News / Poems

    Wild Type

    Mutants are not so very interesting as wild types and other natural strains, like penguins wearing tuxedos and tigers with black-striped orange fur. With my regular looks and manners, I am no mutant made of chemicals. Still, the world makes no sense to me, and sometimes it’s as if I am wearing the wrong eyeglasses….

    “No One Over Fifty, Please”

    A man doesn’t cease to exist because he is invisible. He is like a lone guitar, or curly neck-hairs, or false water. Pull his arm when you go by, and he forgets it once was a fin (according to Darwin). Another year passes, never to be lived again. I remember being touched, but I cannot…

    Young Tom’s Room

    Gloucester, Massachusetts I. I’m sorry you were not my favorite. Probably your dark substratum was too much for me. I don’t believe in Hell; therefore, I don’t fear it. I’m no possum playing dead to conceal myself. Reading in your boyhood room, I feel like a counterpart to nature and the animals, and I still…

    For Names I Will Not Name

    God, bless the lowborn and the shy of luck, Those rubbing nickels, hoping for a spark, The tweakers, boozers, losers, and the fucked Who breed like cats behind the mobile park. And bless them even when they’re screwing up, Or shooting up, or burgling something sad, Or fishing for old cig butts in that cup…

    Notes For a Poem (To a Dead Friend)

    Have I been faithless to your memory, Who died before our beards had come full in? We who’d buzzed our hair short in the yard, And punched each other’s arms until they bruised? Our falling out was from a dozen things. You mocked me secretly to the wrong friend, I thought myself the better of…

    The Oracle

    She always speaks too little or too late. Never has lied, but always puts the truth So on the lean that touch it and it tips. She wears a blindfold as she paints her lips. You go to her when desperate and alone. Up from her navel comes the platinum word That cleaves you like…

    Hunting

    “A white doe in the green grass of a glade Appeared to me with two horns made of gold . . .” —Petrarch All joy, being considered in its truth, Has in it both the terrible and good. You will not know the beauty of the deer Until you’ve lain her low within the wood….

    Of a Hermit Thrush

    Her whistle is climbing its spiral stair And loathe are my evenings, loathe of bone, And fir trees are steeples in the air, And every confession is told alone. The little lung beats the feathered snare, And fair is my sunset, fair of light, And here bend the proverbs, the tricky prayer, And I sit…

    Young Lady in 1886

    after Manet Smudge of ivory cameo (another lady’s face, but anonymous) lists from black ribbon. To her, she offers a petite bundle of lilac. The African grey contemplates a beyond beyond its empty dish, no droplet or seed to hold its attention. This is discipline. The blue velvet hair bow and red (parted, kempt) complement…

    Peaches

    Born from pastel clouds and blushed as health, each a painted infant, gessoed and reaching. Kin to Monet’s faraway “Jar of Peaches,” seeded into the clay spectacular to commune and dream and flower, achieving at the center the divided brain of human nature: split between the orchard’s timetabled logic and the sumptuous urge toward art,…

    A Photograph

    How long had it languished, erotic in the stalls of oil paintings and furs cryptic as the decrepit hutch where rabbits are generations gone? How well hid in the warrens of the flea market, then deeper as if back into the camera’s aperture, suddenly abloom as a daisy in the cemetery dirt that nurtured it….

    Pretty

    Sculptural swan, left behind earring sworn to the garden, as after an encounter on a carpet, risen then into a different person. When a thing alights, its missingness elevates prettiness into art. All of life in the sunset-fired contours. Your life poured into looking.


**Problem details**
Count the lines holding the string "pixels" in the records, and give only the count.

+++

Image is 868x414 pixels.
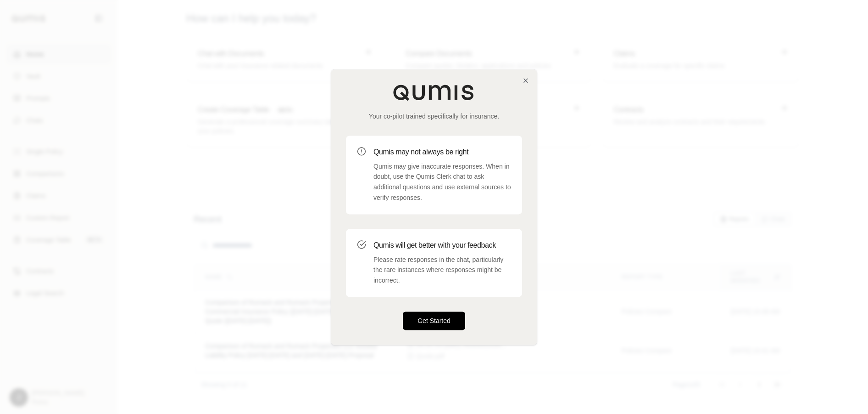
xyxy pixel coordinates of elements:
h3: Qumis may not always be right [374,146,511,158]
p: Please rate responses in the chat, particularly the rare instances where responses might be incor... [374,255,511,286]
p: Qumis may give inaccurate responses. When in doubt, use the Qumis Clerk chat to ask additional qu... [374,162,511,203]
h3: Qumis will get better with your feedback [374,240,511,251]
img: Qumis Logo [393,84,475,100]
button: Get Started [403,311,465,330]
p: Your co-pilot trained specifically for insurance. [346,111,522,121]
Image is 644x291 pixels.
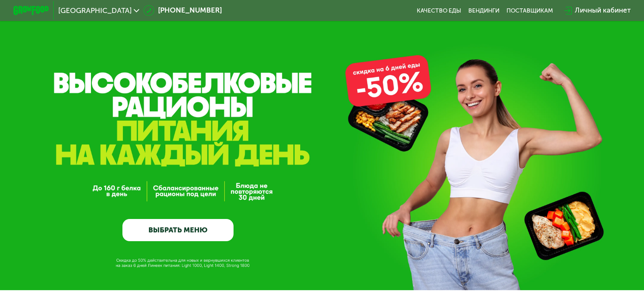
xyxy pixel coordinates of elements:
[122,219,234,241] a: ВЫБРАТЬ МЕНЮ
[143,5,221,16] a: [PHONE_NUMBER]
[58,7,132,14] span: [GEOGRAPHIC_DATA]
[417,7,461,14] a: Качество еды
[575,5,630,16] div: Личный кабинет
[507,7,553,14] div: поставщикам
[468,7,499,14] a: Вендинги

+++

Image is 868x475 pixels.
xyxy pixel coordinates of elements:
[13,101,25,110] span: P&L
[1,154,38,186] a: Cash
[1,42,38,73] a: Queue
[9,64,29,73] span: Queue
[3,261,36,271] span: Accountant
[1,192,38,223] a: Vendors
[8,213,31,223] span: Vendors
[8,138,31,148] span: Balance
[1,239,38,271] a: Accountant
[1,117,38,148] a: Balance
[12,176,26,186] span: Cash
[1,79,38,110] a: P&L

+++

**The answer**
3